Edwina Barvosa, PhD
Associate Professor of Social and Political Theory in the Department of Chicana/o Studies at UC Santa Barbara
2014 Roundtable on Latina Feminism
“The Mestiza Way & Social Change: Political Selfcraft in an Age of Implicit Bias”
ABSTRACT
Contemporary analyses of racial, ethnic, and gender hierarchies, as well as other social inequities, often focus on the structural elements that sustain persistent inequalities. While such structural analyses shed considerable light on how and why racism and other systems of inequity persist, evidence has also mounted that the persistence of social inequities can be also significantly traced to unconscious perspectives or “implicit bias” that can shape thought and action without conscious awareness, and thereby produce superficially elusive yet strong societal impacts.
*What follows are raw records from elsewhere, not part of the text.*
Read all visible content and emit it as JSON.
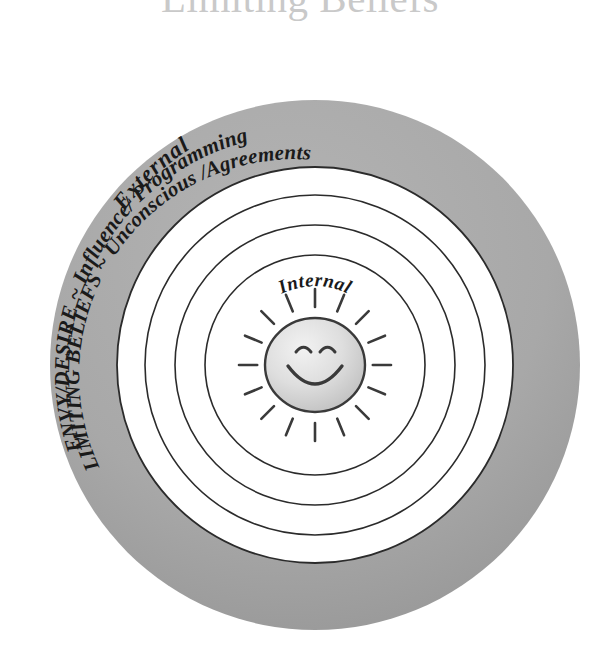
{
  "page": {
    "title": "Limiting Beliefs",
    "background_color": "#ffffff",
    "title_color": "#c9c9c9"
  },
  "diagram": {
    "name": "limiting-beliefs-concentric-circles",
    "type": "concentric-circle-diagram",
    "center": {
      "x": 315,
      "y": 365
    },
    "outer_band_color": "#a8a8a8",
    "ring_line_color": "#2b2b2b",
    "inner_fill_color": "#ffffff",
    "labels": {
      "outer_zone": "External",
      "inner_zone": "Internal",
      "band_line_1": "ENVY/DESIRE ~ Influence/ Programming",
      "band_line_2": "LIMITING BELIEFS ~ Unconscious /Agreements"
    },
    "rings": [
      {
        "name": "outer-gray-band-outer-edge",
        "radius": 265,
        "stroke": "none",
        "fill": "#a8a8a8"
      },
      {
        "name": "outer-gray-band-inner-edge",
        "radius": 198,
        "stroke": "#2b2b2b",
        "fill": "#ffffff"
      },
      {
        "name": "ring-3",
        "radius": 170,
        "stroke": "#2b2b2b",
        "fill": "none"
      },
      {
        "name": "ring-2",
        "radius": 140,
        "stroke": "#2b2b2b",
        "fill": "none"
      },
      {
        "name": "ring-1",
        "radius": 110,
        "stroke": "#2b2b2b",
        "fill": "none"
      }
    ],
    "center_icon": {
      "name": "smiley-sun-icon",
      "face_radius": 48,
      "face_fill": "#d6d6d6",
      "ray_count": 16,
      "ray_color": "#3a3a3a",
      "expression": "smiling"
    }
  }
}
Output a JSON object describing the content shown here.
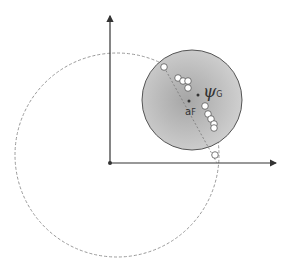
{
  "diagram": {
    "axes": {
      "origin": [
        110,
        163
      ],
      "y_axis_top": [
        110,
        14
      ],
      "x_axis_right": [
        278,
        163
      ],
      "color": "#333333"
    },
    "gray_circle": {
      "center": [
        192,
        100
      ],
      "radius": 50,
      "fill_center": "#a8a8a8",
      "fill_edge": "#cdcdcd",
      "stroke": "#555555"
    },
    "dashed_circle": {
      "center": [
        117,
        155
      ],
      "radius": 102,
      "stroke": "#999999"
    },
    "dashed_line": {
      "from": [
        164,
        67
      ],
      "to": [
        217,
        163
      ]
    },
    "points": {
      "psi_center": [
        198,
        95
      ],
      "a_f": [
        189,
        101
      ]
    },
    "white_circles": [
      [
        164,
        67
      ],
      [
        178,
        78
      ],
      [
        183,
        81
      ],
      [
        188,
        81
      ],
      [
        188,
        88
      ],
      [
        205,
        106
      ],
      [
        208,
        114
      ],
      [
        211,
        119
      ],
      [
        214,
        124
      ],
      [
        214,
        128
      ],
      [
        215,
        155
      ]
    ],
    "labels": {
      "psi_symbol": "ψ",
      "psi_subscript": "G",
      "af_main": "a",
      "af_subscript": "F"
    }
  }
}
Implicit bias can be detected in individuals through various diagnostic tools, but there remains much to be learnt regarding how implicit biases can be faced and resolved as a practical measure toward social justice. In this presentation, Edwina Barvosa discusses how Latina feminist thought—and particularly the work of Gloria Anzaldúa—can shed light on how forms of selfcraft can play an important role in helping us to resolve unconscious biases in ourselves, and also help us to generate productive contexts in which many may fully face and transform their own unconscious prejudices.
BIOGRAPHY
Edwina Barvosa is an associate professor of social and political theory in the Department of Chicana/o Studies at UC Santa Barbara where she is also faculty in Feminist Studies and affiliated faculty in political science. She is the author of Wealth of Selves: Multiple Identities, Mestiza Consciousness and the Subject of Politics (Rio Grande/Rio Bravo: Borderlands Culture & Traditions Series, Texas A&M University Press, 2008). She has published numerous essays on the political insights to be drawn from Chicana and Latina feminist thought, including publications in the journals Aztlán, Hypatia: A Journal of Feminist Philosophy, The Journal of Political Philosophy, Perspectives on Politics, and the Georgetown Journal of International Affairs. Her current research focuses on how the multiplicity of the self and implicit bias relate to the prospects for deepening democracy and enhancing social justice in the domains of science governance, LGBTQ civil rights, economic inequality, and criminal justice. She holds a Ph.D. in political science from Harvard University, and an MA from Cambridge.